Friday, November 9, 2007
Interstate 80 tolls a virtual certainty after Senate action Thursday
In a key development that seems to have eluded the eagle eyes over at the Erie Times-News, Republican U.S. Senator Arlen Specter of Pennsylvania, along with Senate Democrats, Thursday night thwarted the efforts of two area Republican congressmen to ban tolls on Interstate 80.
With only one formality to be overcome, approval by the Federal Highway Administration, the imposition of tolls on the interstate, which cuts Pennsylvania in half on an east/west axis, appears to be a done deal.
U.S. Representatives Phil English of Erie and John Peterson of Venango County have led the fight against the tolls, successfully amending a transportation appropriations bill last summer to ban tolls on interstate highways.
But Thursday, Specter and Senate Democrats, at the request of Governor Ed Rendell, removed the English-Peterson amendment from the pending legislation.
Pittsburgh Post Gazette Reporter Ed Blazine quoted English in today's edition bitterly commenting that “The fix is in. It's clear that House Democrats, with the speaker's blessing and without the opportunity for a floor vote, have reversed the decision of the House from a few months ago, leaving I-80 open for the Harrisburg bureaucrats to toll." Peterson was quoted as saying that businesses will be "immensely burdened" by the tolls.
While Pennsylvania’s General Assembly, spurred on by Rendell, recently approved a compromise plan to impose tolls on I-80 as a way of funding mass transit and road and bridge building and maintenance, its action would have been meaningless without Congressional concurrence.
With only one formality to be overcome, approval by the Federal Highway Administration, the imposition of tolls on the interstate, which cuts Pennsylvania in half on an east/west axis, appears to be a done deal.
U.S. Representatives Phil English of Erie and John Peterson of Venango County have led the fight against the tolls, successfully amending a transportation appropriations bill last summer to ban tolls on interstate highways.
But Thursday, Specter and Senate Democrats, at the request of Governor Ed Rendell, removed the English-Peterson amendment from the pending legislation.
Pittsburgh Post Gazette Reporter Ed Blazine quoted English in today's edition bitterly commenting that “The fix is in. It's clear that House Democrats, with the speaker's blessing and without the opportunity for a floor vote, have reversed the decision of the House from a few months ago, leaving I-80 open for the Harrisburg bureaucrats to toll." Peterson was quoted as saying that businesses will be "immensely burdened" by the tolls.
While Pennsylvania’s General Assembly, spurred on by Rendell, recently approved a compromise plan to impose tolls on I-80 as a way of funding mass transit and road and bridge building and maintenance, its action would have been meaningless without Congressional concurrence.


**Exercise objective**
Filter the data for lines with the word "plot" and copy those lines.

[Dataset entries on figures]

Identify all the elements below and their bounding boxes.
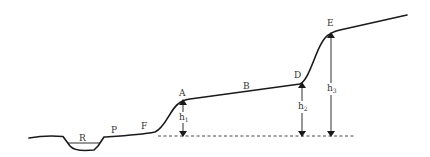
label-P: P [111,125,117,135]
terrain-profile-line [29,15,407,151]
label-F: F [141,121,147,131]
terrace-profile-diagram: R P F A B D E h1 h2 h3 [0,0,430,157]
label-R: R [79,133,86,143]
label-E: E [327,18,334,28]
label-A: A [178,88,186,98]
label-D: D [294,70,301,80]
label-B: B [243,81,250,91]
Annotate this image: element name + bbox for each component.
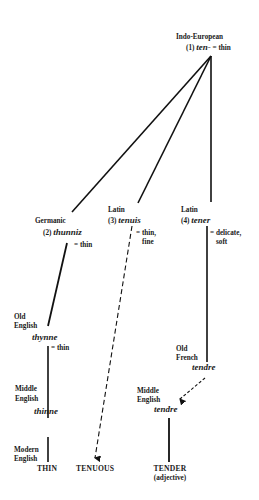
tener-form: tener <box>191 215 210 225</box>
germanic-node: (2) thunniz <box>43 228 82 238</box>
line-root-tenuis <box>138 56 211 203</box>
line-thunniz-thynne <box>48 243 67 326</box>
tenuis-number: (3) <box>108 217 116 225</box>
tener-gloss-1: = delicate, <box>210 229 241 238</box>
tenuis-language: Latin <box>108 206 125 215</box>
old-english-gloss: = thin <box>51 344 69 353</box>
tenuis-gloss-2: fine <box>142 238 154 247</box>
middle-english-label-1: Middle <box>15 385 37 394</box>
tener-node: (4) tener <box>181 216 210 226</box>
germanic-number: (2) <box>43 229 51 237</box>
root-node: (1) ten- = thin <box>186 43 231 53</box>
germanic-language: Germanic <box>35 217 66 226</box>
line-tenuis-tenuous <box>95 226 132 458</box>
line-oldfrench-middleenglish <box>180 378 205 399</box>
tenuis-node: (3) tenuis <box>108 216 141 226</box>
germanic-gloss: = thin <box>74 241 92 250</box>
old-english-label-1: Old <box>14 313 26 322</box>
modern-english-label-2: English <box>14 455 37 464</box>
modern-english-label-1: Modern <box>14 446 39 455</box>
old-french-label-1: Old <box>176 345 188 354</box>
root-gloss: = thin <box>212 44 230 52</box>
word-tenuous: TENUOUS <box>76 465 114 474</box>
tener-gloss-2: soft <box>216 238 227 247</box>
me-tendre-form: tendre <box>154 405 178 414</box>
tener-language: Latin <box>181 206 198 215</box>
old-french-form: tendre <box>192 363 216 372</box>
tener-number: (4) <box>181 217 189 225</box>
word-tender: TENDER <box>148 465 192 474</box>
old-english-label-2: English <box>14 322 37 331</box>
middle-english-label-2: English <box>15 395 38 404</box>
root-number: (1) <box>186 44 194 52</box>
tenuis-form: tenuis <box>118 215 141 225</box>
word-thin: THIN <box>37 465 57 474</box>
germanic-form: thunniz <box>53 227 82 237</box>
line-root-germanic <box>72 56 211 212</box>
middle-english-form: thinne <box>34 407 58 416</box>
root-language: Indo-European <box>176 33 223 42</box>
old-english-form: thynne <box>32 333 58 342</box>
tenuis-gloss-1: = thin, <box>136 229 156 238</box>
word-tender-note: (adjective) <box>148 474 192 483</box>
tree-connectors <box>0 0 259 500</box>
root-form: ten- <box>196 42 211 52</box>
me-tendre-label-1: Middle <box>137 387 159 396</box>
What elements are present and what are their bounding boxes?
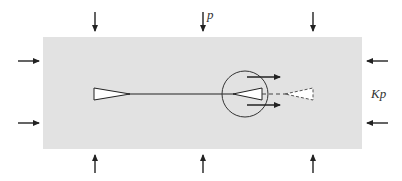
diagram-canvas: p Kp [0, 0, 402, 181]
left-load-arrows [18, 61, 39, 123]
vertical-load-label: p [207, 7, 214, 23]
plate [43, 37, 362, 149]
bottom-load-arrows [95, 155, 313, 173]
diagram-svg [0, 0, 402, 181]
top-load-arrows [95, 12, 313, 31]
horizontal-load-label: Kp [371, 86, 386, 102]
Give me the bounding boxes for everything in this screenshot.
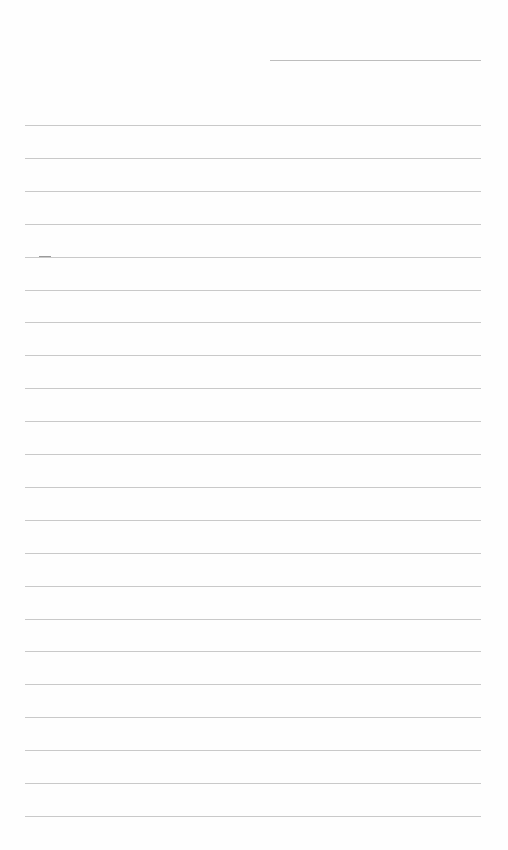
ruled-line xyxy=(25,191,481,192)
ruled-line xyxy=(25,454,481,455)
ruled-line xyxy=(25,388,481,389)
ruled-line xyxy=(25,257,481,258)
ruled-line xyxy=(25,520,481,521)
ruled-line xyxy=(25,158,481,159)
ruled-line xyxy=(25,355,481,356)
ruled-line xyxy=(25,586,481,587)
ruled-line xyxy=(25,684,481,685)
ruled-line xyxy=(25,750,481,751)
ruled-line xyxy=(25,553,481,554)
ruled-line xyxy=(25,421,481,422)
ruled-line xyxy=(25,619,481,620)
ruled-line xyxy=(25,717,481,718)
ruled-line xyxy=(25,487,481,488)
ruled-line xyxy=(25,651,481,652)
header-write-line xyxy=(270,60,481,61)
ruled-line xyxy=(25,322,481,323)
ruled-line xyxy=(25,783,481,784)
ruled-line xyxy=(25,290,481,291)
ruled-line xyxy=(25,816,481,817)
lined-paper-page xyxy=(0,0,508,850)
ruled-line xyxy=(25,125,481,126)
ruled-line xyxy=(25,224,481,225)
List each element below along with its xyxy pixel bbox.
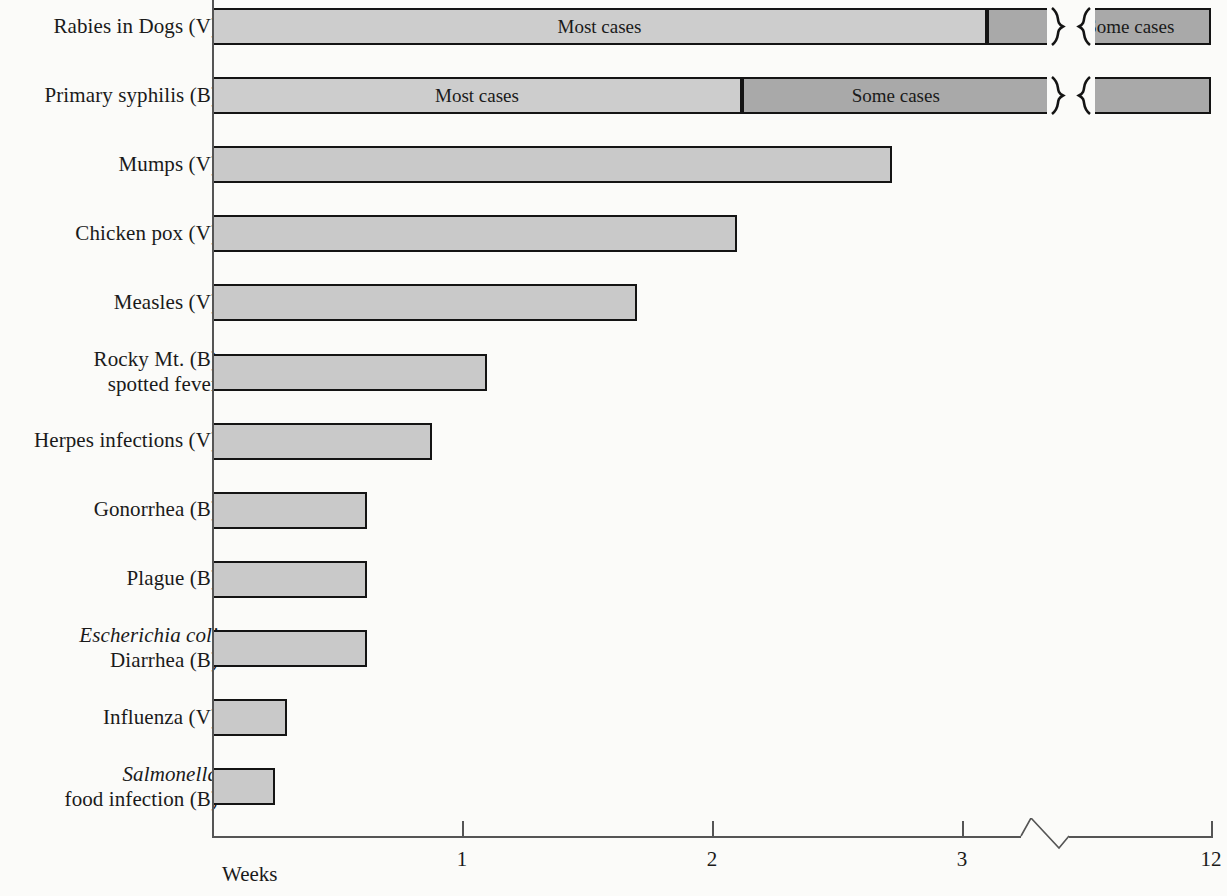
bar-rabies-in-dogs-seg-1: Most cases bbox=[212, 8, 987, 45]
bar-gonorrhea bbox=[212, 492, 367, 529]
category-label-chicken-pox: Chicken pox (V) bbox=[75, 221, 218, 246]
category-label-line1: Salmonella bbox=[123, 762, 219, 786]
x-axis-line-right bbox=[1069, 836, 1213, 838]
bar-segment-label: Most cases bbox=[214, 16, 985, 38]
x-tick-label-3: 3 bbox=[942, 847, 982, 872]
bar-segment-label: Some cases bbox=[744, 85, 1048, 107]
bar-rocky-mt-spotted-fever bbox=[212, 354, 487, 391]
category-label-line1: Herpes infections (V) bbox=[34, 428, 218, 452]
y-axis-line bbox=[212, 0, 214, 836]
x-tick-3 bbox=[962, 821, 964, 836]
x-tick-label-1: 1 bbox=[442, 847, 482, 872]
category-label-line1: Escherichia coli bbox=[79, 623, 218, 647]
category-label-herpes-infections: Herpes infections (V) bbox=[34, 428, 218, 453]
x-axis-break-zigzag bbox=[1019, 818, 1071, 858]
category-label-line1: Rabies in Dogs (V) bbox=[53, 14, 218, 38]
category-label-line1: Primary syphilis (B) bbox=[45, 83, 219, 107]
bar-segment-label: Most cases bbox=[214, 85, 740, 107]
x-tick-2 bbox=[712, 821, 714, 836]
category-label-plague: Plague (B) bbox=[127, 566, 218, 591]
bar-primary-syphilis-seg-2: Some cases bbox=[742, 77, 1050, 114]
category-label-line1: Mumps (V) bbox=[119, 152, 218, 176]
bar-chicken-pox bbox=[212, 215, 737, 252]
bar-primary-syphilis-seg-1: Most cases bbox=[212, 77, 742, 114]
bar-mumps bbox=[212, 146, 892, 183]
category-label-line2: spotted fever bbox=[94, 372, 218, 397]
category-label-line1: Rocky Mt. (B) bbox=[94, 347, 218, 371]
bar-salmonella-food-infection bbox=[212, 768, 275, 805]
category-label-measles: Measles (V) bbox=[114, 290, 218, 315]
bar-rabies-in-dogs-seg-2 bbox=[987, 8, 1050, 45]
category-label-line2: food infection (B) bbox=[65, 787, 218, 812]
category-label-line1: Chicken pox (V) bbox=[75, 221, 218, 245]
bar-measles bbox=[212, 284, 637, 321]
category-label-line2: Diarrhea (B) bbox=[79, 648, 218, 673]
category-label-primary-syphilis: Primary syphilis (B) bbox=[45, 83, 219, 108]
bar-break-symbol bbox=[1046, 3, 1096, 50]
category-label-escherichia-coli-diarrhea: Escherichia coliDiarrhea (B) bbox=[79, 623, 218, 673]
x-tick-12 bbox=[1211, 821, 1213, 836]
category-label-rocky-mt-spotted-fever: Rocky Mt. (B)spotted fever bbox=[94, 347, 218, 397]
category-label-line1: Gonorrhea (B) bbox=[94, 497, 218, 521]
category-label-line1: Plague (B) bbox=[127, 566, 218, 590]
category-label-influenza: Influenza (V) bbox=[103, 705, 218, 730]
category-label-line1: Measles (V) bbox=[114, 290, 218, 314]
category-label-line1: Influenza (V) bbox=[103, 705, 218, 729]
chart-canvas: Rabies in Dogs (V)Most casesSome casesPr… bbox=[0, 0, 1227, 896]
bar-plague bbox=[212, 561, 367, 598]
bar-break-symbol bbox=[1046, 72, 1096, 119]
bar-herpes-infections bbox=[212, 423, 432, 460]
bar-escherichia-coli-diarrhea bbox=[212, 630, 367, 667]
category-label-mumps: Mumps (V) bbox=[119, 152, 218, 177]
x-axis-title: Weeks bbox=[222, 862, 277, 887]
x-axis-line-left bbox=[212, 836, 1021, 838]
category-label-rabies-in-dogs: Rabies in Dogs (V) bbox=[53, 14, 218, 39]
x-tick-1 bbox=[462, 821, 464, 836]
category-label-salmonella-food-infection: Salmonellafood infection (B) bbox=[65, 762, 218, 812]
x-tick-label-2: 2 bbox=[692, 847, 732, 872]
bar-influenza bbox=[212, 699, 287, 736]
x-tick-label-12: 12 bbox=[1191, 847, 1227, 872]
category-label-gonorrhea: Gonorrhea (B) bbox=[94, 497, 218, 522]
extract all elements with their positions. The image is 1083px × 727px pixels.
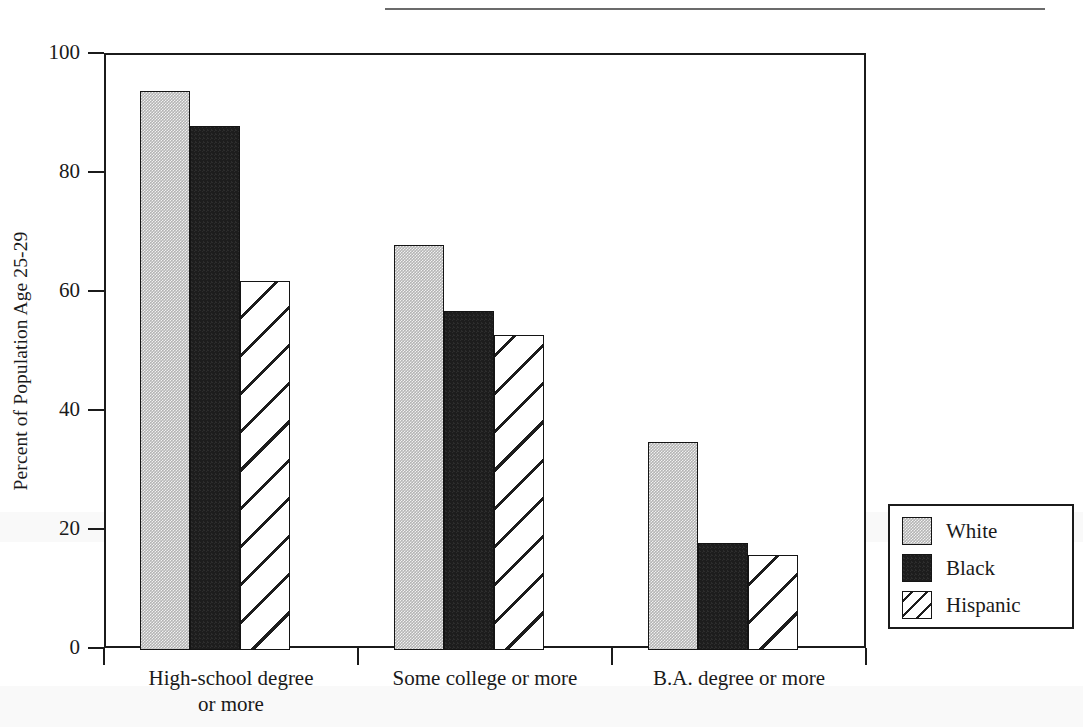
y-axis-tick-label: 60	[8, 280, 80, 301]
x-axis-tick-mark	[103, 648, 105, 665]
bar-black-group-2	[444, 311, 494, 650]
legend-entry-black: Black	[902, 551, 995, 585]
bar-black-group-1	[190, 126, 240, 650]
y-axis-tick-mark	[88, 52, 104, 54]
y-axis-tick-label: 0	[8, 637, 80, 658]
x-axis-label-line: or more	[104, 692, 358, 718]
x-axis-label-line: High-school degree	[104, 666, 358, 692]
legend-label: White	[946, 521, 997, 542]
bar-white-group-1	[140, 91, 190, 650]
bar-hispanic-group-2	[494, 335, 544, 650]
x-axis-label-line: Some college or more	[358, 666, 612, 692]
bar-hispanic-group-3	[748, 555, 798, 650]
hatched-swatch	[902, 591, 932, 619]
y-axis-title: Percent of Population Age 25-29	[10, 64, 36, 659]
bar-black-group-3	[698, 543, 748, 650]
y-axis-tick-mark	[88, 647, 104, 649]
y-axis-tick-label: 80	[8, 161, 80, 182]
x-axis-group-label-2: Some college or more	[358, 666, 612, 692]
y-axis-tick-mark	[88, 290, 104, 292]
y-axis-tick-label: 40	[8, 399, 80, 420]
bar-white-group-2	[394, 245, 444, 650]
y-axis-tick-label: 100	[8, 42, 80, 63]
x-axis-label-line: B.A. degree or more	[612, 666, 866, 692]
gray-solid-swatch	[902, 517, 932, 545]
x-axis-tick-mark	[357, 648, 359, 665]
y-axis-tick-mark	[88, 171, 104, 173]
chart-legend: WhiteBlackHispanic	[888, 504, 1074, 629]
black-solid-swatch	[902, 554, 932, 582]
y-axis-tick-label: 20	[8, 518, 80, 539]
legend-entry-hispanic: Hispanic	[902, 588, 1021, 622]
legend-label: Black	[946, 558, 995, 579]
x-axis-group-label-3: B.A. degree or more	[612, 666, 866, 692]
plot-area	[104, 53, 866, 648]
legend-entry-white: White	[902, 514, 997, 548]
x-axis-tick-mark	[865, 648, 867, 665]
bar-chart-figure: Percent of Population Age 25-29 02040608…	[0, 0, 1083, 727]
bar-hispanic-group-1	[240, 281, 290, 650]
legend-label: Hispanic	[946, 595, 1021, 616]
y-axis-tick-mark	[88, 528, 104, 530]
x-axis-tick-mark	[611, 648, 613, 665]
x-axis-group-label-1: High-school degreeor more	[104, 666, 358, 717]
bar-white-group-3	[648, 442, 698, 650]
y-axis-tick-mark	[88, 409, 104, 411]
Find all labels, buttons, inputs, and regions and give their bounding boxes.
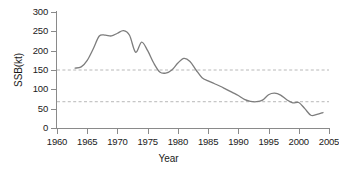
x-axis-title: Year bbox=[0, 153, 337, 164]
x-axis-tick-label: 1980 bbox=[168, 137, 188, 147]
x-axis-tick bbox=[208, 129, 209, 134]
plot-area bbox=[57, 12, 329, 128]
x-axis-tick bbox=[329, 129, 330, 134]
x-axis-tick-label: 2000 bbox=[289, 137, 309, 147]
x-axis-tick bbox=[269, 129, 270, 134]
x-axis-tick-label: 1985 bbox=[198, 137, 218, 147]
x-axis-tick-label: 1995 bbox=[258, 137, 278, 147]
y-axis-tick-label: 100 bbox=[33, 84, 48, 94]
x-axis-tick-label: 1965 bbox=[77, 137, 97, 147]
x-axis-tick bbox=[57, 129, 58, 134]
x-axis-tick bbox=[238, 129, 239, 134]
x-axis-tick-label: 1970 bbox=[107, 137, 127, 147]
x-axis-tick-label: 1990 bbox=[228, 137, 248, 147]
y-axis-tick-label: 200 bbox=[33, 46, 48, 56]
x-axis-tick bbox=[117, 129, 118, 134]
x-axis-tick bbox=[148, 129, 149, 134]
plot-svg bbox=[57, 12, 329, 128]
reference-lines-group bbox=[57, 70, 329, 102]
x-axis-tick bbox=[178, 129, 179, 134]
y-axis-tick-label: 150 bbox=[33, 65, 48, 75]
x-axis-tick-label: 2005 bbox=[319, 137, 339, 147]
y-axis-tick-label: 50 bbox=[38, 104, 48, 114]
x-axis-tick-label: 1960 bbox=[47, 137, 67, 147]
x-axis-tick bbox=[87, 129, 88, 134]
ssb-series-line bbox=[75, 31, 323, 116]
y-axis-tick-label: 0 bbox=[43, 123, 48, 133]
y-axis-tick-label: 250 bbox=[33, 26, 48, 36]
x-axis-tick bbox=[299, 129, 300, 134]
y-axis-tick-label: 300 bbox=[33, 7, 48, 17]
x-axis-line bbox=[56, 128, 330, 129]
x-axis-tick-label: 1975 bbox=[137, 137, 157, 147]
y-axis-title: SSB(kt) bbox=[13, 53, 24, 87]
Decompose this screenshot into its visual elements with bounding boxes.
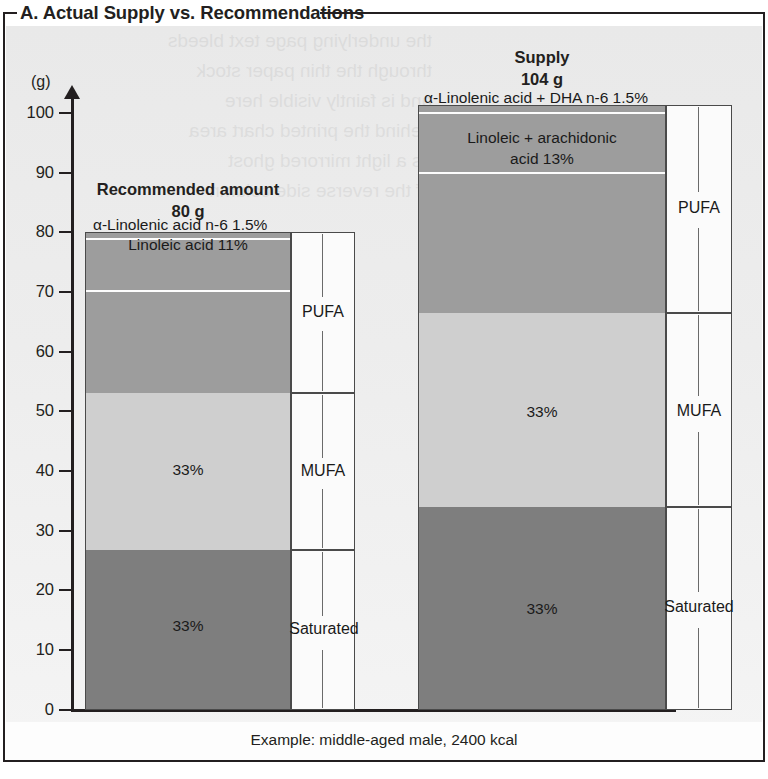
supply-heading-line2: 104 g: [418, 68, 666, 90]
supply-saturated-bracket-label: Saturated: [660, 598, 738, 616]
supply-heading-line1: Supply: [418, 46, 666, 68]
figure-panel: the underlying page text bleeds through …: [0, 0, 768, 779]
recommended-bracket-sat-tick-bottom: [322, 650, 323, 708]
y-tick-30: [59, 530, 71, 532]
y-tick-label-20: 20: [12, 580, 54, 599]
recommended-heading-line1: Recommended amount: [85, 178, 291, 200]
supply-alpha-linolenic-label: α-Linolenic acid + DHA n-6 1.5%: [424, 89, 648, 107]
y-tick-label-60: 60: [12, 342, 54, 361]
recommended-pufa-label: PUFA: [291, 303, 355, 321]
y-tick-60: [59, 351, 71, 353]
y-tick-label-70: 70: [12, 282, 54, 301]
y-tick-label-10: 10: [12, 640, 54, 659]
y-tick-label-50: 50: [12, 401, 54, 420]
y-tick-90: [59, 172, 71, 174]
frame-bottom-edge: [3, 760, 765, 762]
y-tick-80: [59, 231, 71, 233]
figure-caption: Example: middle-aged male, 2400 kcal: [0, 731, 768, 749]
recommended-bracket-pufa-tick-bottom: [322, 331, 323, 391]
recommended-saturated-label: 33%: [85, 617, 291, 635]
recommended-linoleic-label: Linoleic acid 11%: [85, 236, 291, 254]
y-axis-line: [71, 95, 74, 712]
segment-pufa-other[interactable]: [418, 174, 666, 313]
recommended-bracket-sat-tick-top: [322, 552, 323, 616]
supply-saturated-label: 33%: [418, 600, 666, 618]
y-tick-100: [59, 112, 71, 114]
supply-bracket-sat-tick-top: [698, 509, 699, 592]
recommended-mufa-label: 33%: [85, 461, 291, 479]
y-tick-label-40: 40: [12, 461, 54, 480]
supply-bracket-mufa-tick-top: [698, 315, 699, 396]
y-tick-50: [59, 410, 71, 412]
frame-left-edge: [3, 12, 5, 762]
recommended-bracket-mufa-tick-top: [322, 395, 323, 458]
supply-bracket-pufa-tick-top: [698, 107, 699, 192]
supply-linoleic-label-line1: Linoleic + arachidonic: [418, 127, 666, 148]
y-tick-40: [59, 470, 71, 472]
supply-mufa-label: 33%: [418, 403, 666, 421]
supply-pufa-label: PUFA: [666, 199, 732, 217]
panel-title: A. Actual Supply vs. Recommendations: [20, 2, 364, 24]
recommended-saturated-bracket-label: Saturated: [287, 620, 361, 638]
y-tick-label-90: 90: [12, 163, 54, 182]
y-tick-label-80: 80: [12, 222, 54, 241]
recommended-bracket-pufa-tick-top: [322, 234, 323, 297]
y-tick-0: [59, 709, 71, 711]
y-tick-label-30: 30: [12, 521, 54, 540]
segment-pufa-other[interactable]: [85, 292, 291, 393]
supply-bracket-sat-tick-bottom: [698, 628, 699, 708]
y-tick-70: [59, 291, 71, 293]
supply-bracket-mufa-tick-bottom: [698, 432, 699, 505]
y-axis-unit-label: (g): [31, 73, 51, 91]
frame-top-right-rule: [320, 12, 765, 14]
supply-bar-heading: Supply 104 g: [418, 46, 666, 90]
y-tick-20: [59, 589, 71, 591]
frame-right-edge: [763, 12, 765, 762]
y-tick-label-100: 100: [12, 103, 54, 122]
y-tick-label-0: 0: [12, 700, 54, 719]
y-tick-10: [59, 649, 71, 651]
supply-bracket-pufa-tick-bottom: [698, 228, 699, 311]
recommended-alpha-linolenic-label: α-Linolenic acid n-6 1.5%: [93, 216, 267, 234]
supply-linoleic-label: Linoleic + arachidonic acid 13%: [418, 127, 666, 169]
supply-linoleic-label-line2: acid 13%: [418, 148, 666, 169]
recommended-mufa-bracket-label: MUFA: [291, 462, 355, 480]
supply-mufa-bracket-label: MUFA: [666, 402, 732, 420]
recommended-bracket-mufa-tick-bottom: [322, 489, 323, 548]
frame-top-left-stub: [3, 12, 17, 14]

**Answer area**
plot-area	[104, 53, 866, 648]
plot-area bbox=[57, 12, 329, 128]
plot-svg bbox=[57, 12, 329, 128]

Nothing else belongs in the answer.